Early captive breeding initiatives were shadowed by claims that the kittens were hybrids, not pure wildcats, and were consequently neutered. But Barclay says that between 2015, when RZSS took over the captive breeding programme, and 2017 “all the breeding cats were screened to test for hybridisation by our genetics lab.”
A wild cat makes off with a mountain hare prey on a forest path in the Cairngorms, Scotland.
Cats with insufficient wildcat genes were removed from the breeding programme, and since 2015 there have been 32 wildcat births at the Highland Wildlife Park and Edinburgh Zoo. All are still alive and none have been neutered, as the captive population has increased from 65 in 2015 to 106 by April 2020.
The next challenge will be to rear and release wildcats from the new breeding facility into the wild, with Saving Wildcats learning lessons from projects such as the reintroduction of the black-footed ferret, and especially the reintroduction of the Iberian lynx.
‘The epitome of wilderness’
However, Wildcat Haven’s O’Donoghue rejects the very idea of a captive breeding programme and denies the description of the Scottish wildcat as ‘no longer viable’. He insists that it’s not too late to protect and conserve the remaining wildcat population in their current habitats, and says a native population of 35 to 40 genetically diverse, pure wildcats is more than sufficient to rebuild numbers. His solution is a comprehensive national survey to identify wildcat presence, followed by strict protections to prevent logging and disturbance, allied to an intensive neutering programme for hybrid and feral cats in the area.
“To get out and survey Scotland for one of the most elusive cats in the world is difficult, and to protect that animal in situ is difficult – not impossible. But it is well worth the effort,” says O’Donoghue.
“Scotland without any wild wildcats just wouldn’t be Scotland. It wouldn’t feel the same to walk through a Scottish forest without wildcats in it. The wildcat epitomises wilderness; they are ferocious, virtually untameable and to put that animal into a reasonably small cage for a conservation strategy is an enormous risk – and unjustifiable.”
Update: At a meeting of the Bureau of the Bern Convention on 15-16 September 2020, the Bureau dismissed the complaint raised by Scottish Wildcat Haven that the devolved government in Scotland had failed: “to comply with the obligations to conserve and protect the endangered Scottish wildcat species.”

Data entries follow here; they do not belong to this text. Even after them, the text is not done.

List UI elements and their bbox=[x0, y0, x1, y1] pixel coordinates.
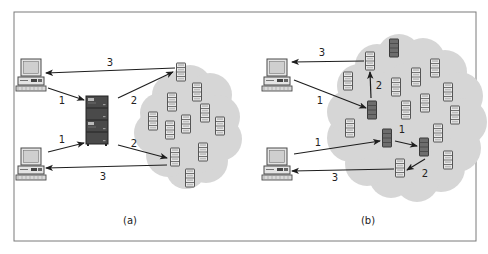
peer-server-icon bbox=[346, 119, 355, 137]
step-label: 3 bbox=[332, 172, 338, 183]
step-label: 1 bbox=[317, 95, 323, 106]
panel-b: 1231123(b) bbox=[262, 34, 487, 226]
step-label: 1 bbox=[59, 134, 65, 145]
peer-server-icon bbox=[431, 59, 440, 77]
peer-server-icon bbox=[216, 117, 225, 135]
client-computer-icon bbox=[16, 148, 46, 180]
peer-server-icon bbox=[193, 83, 202, 101]
message-arrow-step-1: 1 bbox=[48, 134, 84, 152]
peer-server-icon bbox=[344, 72, 353, 90]
panel-caption: (b) bbox=[361, 215, 375, 226]
active-peer-server-icon bbox=[390, 39, 399, 57]
peer-server-icon bbox=[182, 115, 191, 133]
panel-a: 112233(a) bbox=[16, 57, 242, 226]
central-directory-server-icon bbox=[86, 96, 108, 146]
step-label: 2 bbox=[422, 168, 428, 179]
message-arrow-step-3: 3 bbox=[46, 165, 167, 182]
step-label: 3 bbox=[107, 57, 113, 68]
peer-server-icon bbox=[168, 93, 177, 111]
client-computer-icon bbox=[262, 59, 292, 91]
peer-server-icon bbox=[392, 78, 401, 96]
step-label: 2 bbox=[131, 95, 137, 106]
p2p-architecture-figure: 112233(a)1231123(b) bbox=[0, 0, 488, 254]
peer-server-icon bbox=[396, 159, 405, 177]
peer-server-icon bbox=[434, 124, 443, 142]
peer-server-icon bbox=[402, 101, 411, 119]
peer-server-icon bbox=[177, 63, 186, 81]
message-arrow-step-1: 1 bbox=[48, 88, 84, 106]
message-arrow-step-3: 3 bbox=[292, 47, 364, 62]
peer-server-icon bbox=[451, 106, 460, 124]
peer-server-icon bbox=[444, 151, 453, 169]
step-label: 2 bbox=[376, 80, 382, 91]
peer-server-icon bbox=[444, 83, 453, 101]
active-peer-server-icon bbox=[420, 138, 429, 156]
peer-server-icon bbox=[171, 148, 180, 166]
peer-server-icon bbox=[166, 121, 175, 139]
step-label: 3 bbox=[100, 171, 106, 182]
client-computer-icon bbox=[16, 59, 46, 91]
figure-panels: 112233(a)1231123(b) bbox=[16, 34, 487, 226]
active-peer-server-icon bbox=[368, 101, 377, 119]
step-label: 3 bbox=[319, 47, 325, 58]
active-peer-server-icon bbox=[383, 129, 392, 147]
peer-server-icon bbox=[201, 104, 210, 122]
message-arrow-step-3: 3 bbox=[46, 57, 175, 73]
peer-server-icon bbox=[366, 52, 375, 70]
step-label: 1 bbox=[59, 95, 65, 106]
peer-server-icon bbox=[149, 112, 158, 130]
panel-caption: (a) bbox=[123, 215, 137, 226]
peer-server-icon bbox=[421, 94, 430, 112]
peer-server-icon bbox=[199, 143, 208, 161]
peer-server-icon bbox=[412, 68, 421, 86]
step-label: 1 bbox=[399, 124, 405, 135]
peer-server-icon bbox=[186, 169, 195, 187]
step-label: 2 bbox=[131, 138, 137, 149]
client-computer-icon bbox=[262, 148, 292, 180]
step-label: 1 bbox=[315, 137, 321, 148]
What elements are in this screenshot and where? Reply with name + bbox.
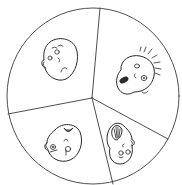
sad-face-icon [42, 39, 78, 81]
laughing-face-icon [107, 123, 134, 164]
outer-circle [7, 8, 179, 184]
scared-face-icon [117, 47, 161, 94]
emotion-wheel-diagram [0, 0, 182, 185]
divider-top [92, 8, 100, 98]
divider-left [8, 98, 92, 114]
angry-face-icon [45, 125, 82, 162]
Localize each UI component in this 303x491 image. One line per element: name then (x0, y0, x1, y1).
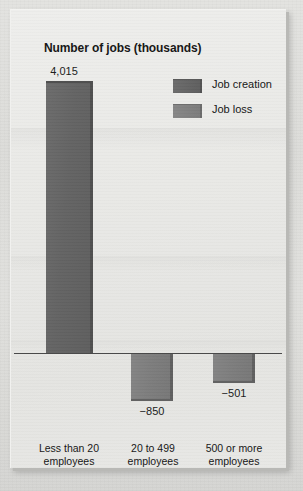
data-label-500-or-more: −501 (199, 387, 269, 399)
category-line-2: employees (24, 455, 114, 468)
category-label-500-or-more: 500 or more employees (189, 442, 279, 467)
category-label-20-to-499: 20 to 499 employees (108, 442, 198, 467)
legend-swatch-job-loss (173, 104, 202, 118)
category-line-2: employees (189, 455, 279, 468)
category-line-2: employees (108, 455, 198, 468)
chart-title: Number of jobs (thousands) (44, 41, 201, 55)
legend-swatch-job-creation (173, 79, 202, 93)
category-line-1: 500 or more (189, 442, 279, 455)
bar-face (131, 354, 173, 401)
data-label-less-than-20: 4,015 (29, 65, 99, 77)
legend-label-job-creation: Job creation (212, 78, 272, 90)
bar-job-creation-less-than-20 (46, 81, 93, 353)
chart-panel: Number of jobs (thousands) Job creation … (10, 9, 286, 468)
data-label-20-to-499: −850 (117, 405, 187, 417)
bar-face (46, 81, 93, 353)
category-line-1: 20 to 499 (108, 442, 198, 455)
bar-job-loss-20-to-499 (131, 354, 173, 401)
category-label-less-than-20: Less than 20 employees (24, 442, 114, 467)
legend-label-job-loss: Job loss (212, 103, 252, 115)
bar-face (213, 354, 255, 383)
category-line-1: Less than 20 (24, 442, 114, 455)
bar-job-loss-500-or-more (213, 354, 255, 383)
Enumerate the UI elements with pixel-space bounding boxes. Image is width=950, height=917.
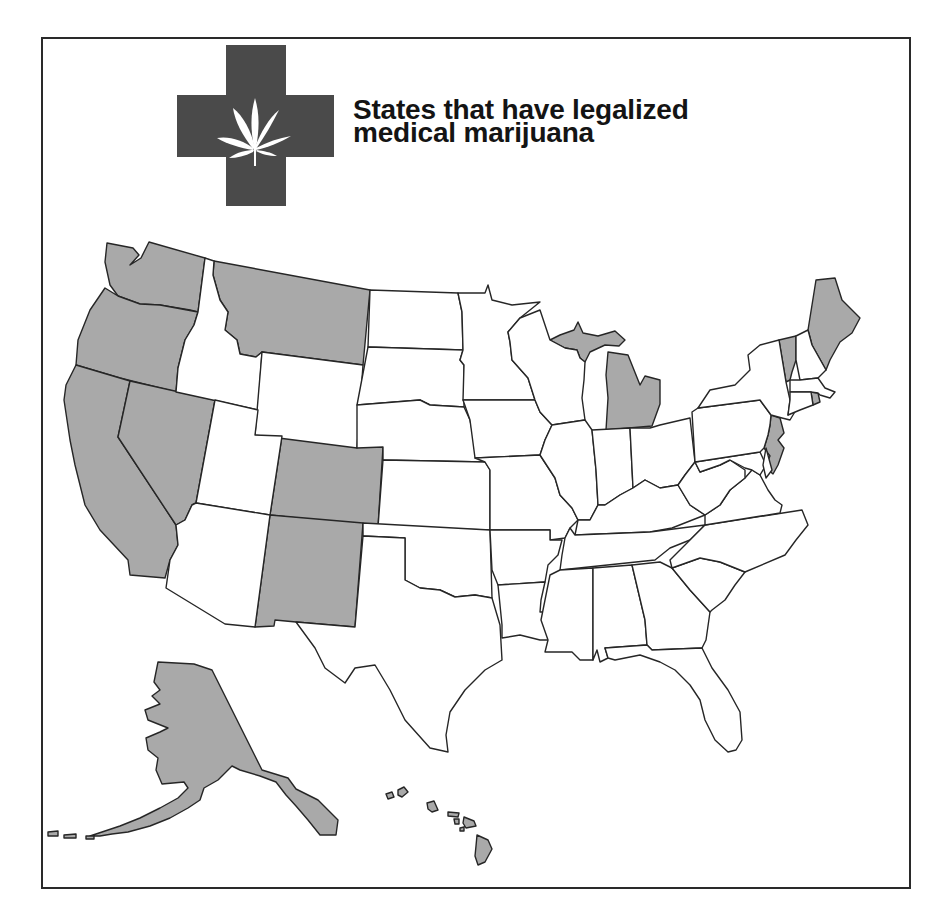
state-alaska-aleutians[interactable] bbox=[48, 831, 94, 839]
state-south-dakota[interactable] bbox=[357, 347, 464, 407]
state-florida[interactable] bbox=[605, 645, 742, 752]
state-new-mexico[interactable] bbox=[255, 515, 363, 627]
state-alaska[interactable] bbox=[90, 662, 338, 836]
state-michigan-lower[interactable] bbox=[606, 352, 660, 430]
state-colorado[interactable] bbox=[270, 436, 383, 527]
state-connecticut[interactable] bbox=[788, 392, 813, 415]
state-wyoming[interactable] bbox=[255, 352, 363, 448]
state-mississippi[interactable] bbox=[541, 568, 593, 660]
state-hawaii[interactable] bbox=[386, 787, 492, 865]
state-kansas[interactable] bbox=[378, 460, 490, 530]
us-map bbox=[0, 0, 950, 917]
state-north-dakota[interactable] bbox=[368, 290, 463, 350]
state-arizona[interactable] bbox=[166, 503, 270, 627]
state-pennsylvania[interactable] bbox=[692, 400, 771, 462]
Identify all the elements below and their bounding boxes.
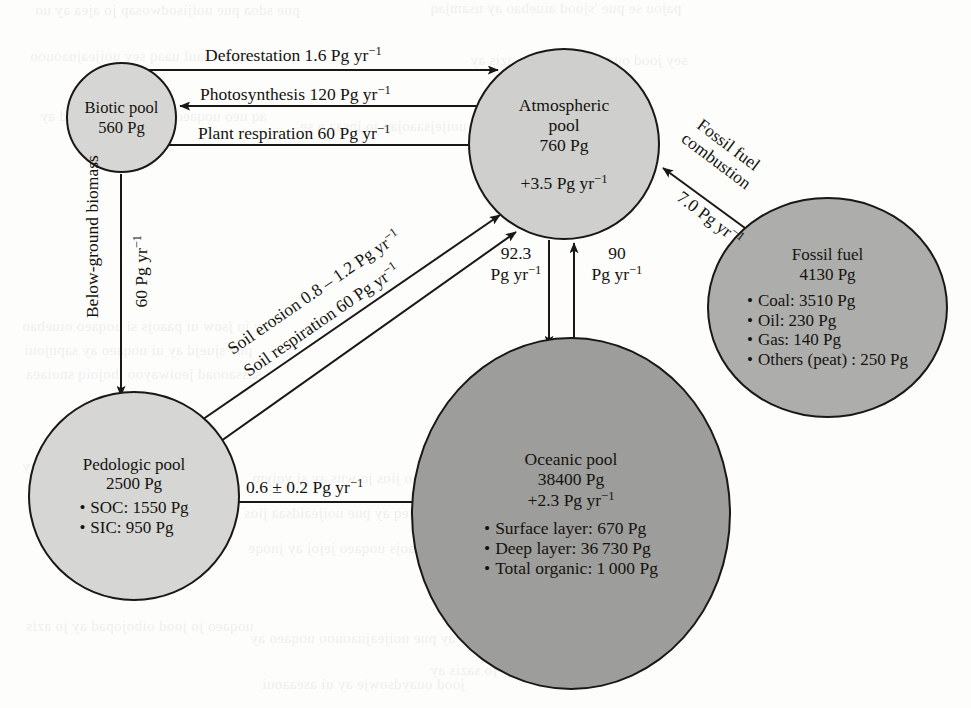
list-item: Surface layer: 670 Pg <box>484 518 658 538</box>
list-item: Deep layer: 36 730 Pg <box>484 538 658 558</box>
atmospheric-pool-stock: 760 Pg <box>539 135 588 155</box>
list-item: Gas: 140 Pg <box>747 330 908 350</box>
oceanic-pool-delta: +2.3 Pg yr−1 <box>528 489 615 510</box>
oceanic-pool-stock: 38400 Pg <box>538 469 605 489</box>
pedologic-pool-stock: 2500 Pg <box>106 474 162 494</box>
atm-ocean-value: 92.3 <box>486 243 546 263</box>
pedologic-breakdown-list: SOC: 1550 Pg SIC: 950 Pg <box>79 498 188 537</box>
label-below-ground-rate: 60 Pg yr−1 <box>130 235 151 308</box>
label-deforestation: Deforestation 1.6 Pg yr−1 <box>205 44 382 65</box>
pedologic-pool-title: Pedologic pool <box>83 455 185 475</box>
ocean-atm-value: 90 <box>584 243 650 263</box>
label-ocean-to-atmosphere-flux: 90 Pg yr−1 <box>584 243 650 284</box>
carbon-cycle-figure: pue sdoa pue uoijisodwosap jo ajea ay uo… <box>0 0 971 708</box>
atmospheric-pool-delta: +3.5 Pg yr−1 <box>521 172 608 193</box>
atm-ocean-unit: Pg yr−1 <box>486 263 546 284</box>
oceanic-breakdown-list: Surface layer: 670 Pg Deep layer: 36 730… <box>484 518 658 579</box>
list-item: SOC: 1550 Pg <box>79 498 188 518</box>
list-item: Others (peat) : 250 Pg <box>747 350 908 370</box>
list-item: SIC: 950 Pg <box>79 518 188 538</box>
biotic-pool-stock: 560 Pg <box>98 118 144 137</box>
node-oceanic-pool[interactable]: Oceanic pool 38400 Pg +2.3 Pg yr−1 Surfa… <box>411 337 731 690</box>
fossil-fuel-stock: 4130 Pg <box>799 265 855 285</box>
atmospheric-pool-title: Atmospheric pool <box>519 95 609 136</box>
oceanic-pool-title: Oceanic pool <box>525 449 618 469</box>
ocean-atm-unit: Pg yr−1 <box>584 263 650 284</box>
list-item: Total organic: 1 000 Pg <box>484 558 658 578</box>
label-plant-respiration: Plant respiration 60 Pg yr−1 <box>198 122 390 143</box>
label-atmosphere-to-ocean-flux: 92.3 Pg yr−1 <box>486 243 546 284</box>
fossil-fuel-breakdown-list: Coal: 3510 Pg Oil: 230 Pg Gas: 140 Pg Ot… <box>747 291 908 370</box>
label-photosynthesis: Photosynthesis 120 Pg yr−1 <box>200 83 391 104</box>
biotic-pool-title: Biotic pool <box>85 98 159 117</box>
label-pedologic-to-ocean-flux: 0.6 ± 0.2 Pg yr−1 <box>246 476 363 497</box>
label-below-ground-biomass: Below-ground biomass <box>82 155 102 318</box>
list-item: Coal: 3510 Pg <box>747 291 908 311</box>
node-atmospheric-pool[interactable]: Atmospheric pool 760 Pg +3.5 Pg yr−1 <box>468 48 660 240</box>
fossil-fuel-title: Fossil fuel <box>792 245 863 265</box>
node-pedologic-pool[interactable]: Pedologic pool 2500 Pg SOC: 1550 Pg SIC:… <box>28 391 240 601</box>
list-item: Oil: 230 Pg <box>747 311 908 331</box>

In its verdict, the Bureau acknowledged the poor conservation status of the Scottish wildcat, but ruled that, “The actions of the government appeared to be the only realistic solution to save the species: to repopulate it in captivity and eventually reintroduce it in the wild.”
The Bureau said there had been “no clear breach of the Convention,” and supported the government strategy, but it also urged authorities to cooperate with Scottish Wildcat Haven and the IUCN SSC Cat Specialist Group “in order to share expertise and elaborate joint action plans.”